MUMBAI

Pension schemes under the National Pension System (NPS) and Atal Pension Yojana (APY) added 97 lakh new subscribers in 2023, taking the total subscriber base to 7.03 crore as of December 31, 2023, according to Pension Fund Regulatory and Development Authority (PFRDA) Chairman Deepak Mohanty.

The number of subscribers were up 16 per cent on year. Of the total subscribers, 5.3 crore subscribers invested in the Atal Pension Yojana, which had an AUM of ₹33,034 crore as of December 31.

“The subscriber number largely comes from the small ticket APY scheme. For NPS, the number is 1.41 crore, of which 90 lakh subscribers are Centre and state government employees and slightly over 51 lakh are from the corporate sector,” Mohanty said.

However, there has been a dip in online subscriptions, because of which PFRDA is working on reducing the investment journey and turnaround time through technological intervention. The regulator has also reached out to public sector enterprises and regional rural banks to push pension penetration and is trying to broad-base the subscriber base by encouraging more small businesses and women investors, he added.

PFRDA had set a target of enrolling 13 lakh corporate and individual subscribers under NPS in FY24, of which it has enrolled over 5.3 lakh subscribers so far.

Pension Corpus

Total AUM of the pension schemes rose 27.9 per cent during the year to ₹10.9 lakh crore at the end of December, of which ₹3.1 lakh crore was from central government employees, ₹5.4 lakh crore from state government employees, and ₹1.5 lakh crore from corporate employees. NPS accounted for ₹10.5 lakh crore of the total corpus.

The AUM had grown 22 per cent in FY23 to ₹9.0 lakh crore as of March 2023, and is expected to grow to  ₹12 lakh crore by the end of the current financial year, Mohanty said.

“Normally, the saving season is the last quarter (Jan-Mar) of the financial year, so we have seen numbers rising more in the last quarter,” he said, adding that keeping this is view, PFRDA believes this target “will be achievable”.

Of the total AUM, 17 per cent is invested in equities while the remaining is largely invested in government securities and AAA-rated corporate bonds. While investments in REITs, InvITs and AIFs are also allowed, their share remains small, Mohanty said.

The equity portfolio has given an average annual return of 13.3 per cent since inception and 24 per cent in 2023 on the back the surge in equities. On an overall basis, NPS has given a CAGR return of 9.5 per cent since inception.

Tax exemptions

Mohanty also called for exempting employers’ contribution to NPS up to 12 per cent of employees’ basic salary, from tax. Currently, the cap for tax exemption for employers’ of individual and corporate private subscribers is 10 per cent.

“We have made a case for bringing the tax benefits on employers’ NPS contribution at par with the employees’ provident fund (EPF) contribution limit of 12 percent,” he said, adding that the eventual aspiration is to go up to 14 per cent, at par with what government employees get.

Tax benefits on employers’ contributions across retirement schemes are capped at ₹7.5 lakh a year, in addition to the tax deductions for NPS of up to ₹1.5 lakh under section 80CCD(1) and an additional deduction of up to ₹50,000 under section 80CCD(1B).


:: Exercise details ::
Begin at the line below that has "At what (x,y)" and stop after the line that has "What do you". Please restate only those lines, word for word.

:: The data ::
###

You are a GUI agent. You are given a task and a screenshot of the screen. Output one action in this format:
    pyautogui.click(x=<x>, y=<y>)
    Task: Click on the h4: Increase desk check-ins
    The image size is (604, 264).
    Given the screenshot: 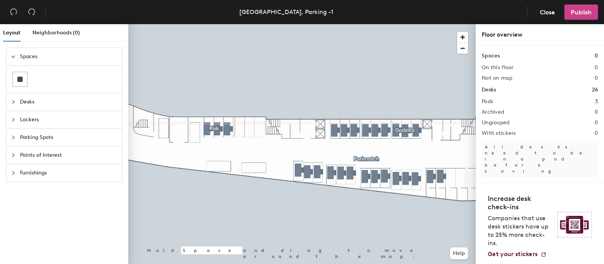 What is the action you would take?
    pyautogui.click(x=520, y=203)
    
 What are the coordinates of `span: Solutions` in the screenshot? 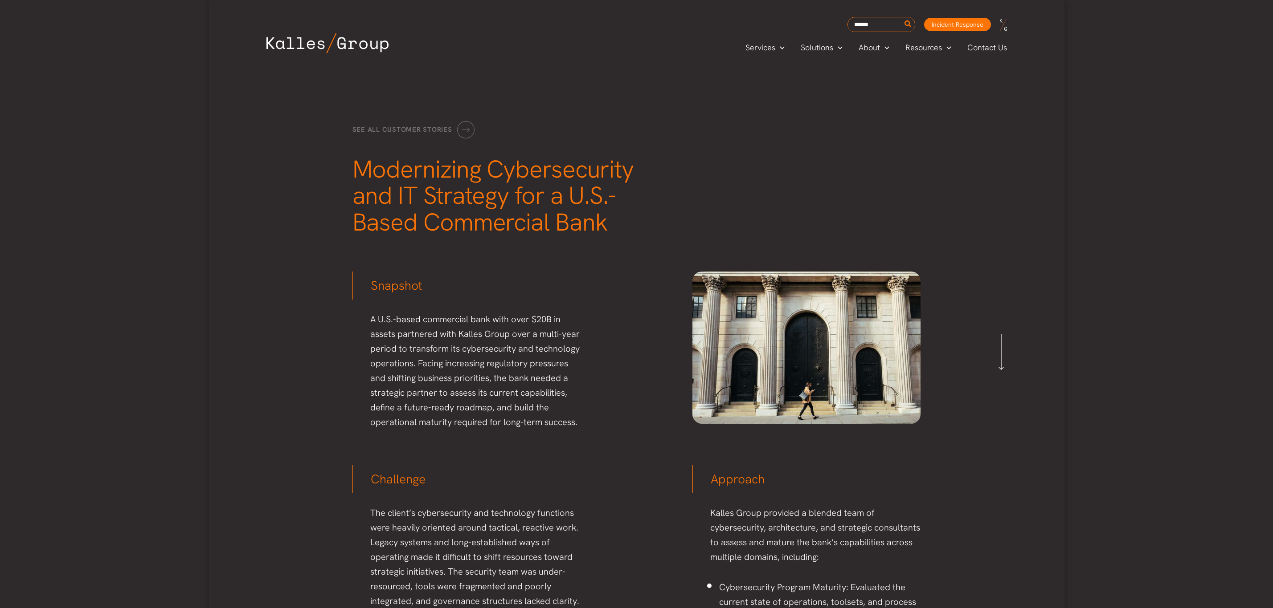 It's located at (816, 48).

###

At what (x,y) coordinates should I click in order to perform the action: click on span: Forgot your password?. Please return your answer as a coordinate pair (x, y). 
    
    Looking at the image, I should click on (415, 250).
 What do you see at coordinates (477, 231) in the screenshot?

###

:: Response to this exercise ::
At what (x,y) coordinates should I click in order to perform the action: click on span: Forgot your password?. Please return your answer as a coordinate pair (x, y). 
    
    Looking at the image, I should click on (415, 250).
 What do you see at coordinates (477, 231) in the screenshot?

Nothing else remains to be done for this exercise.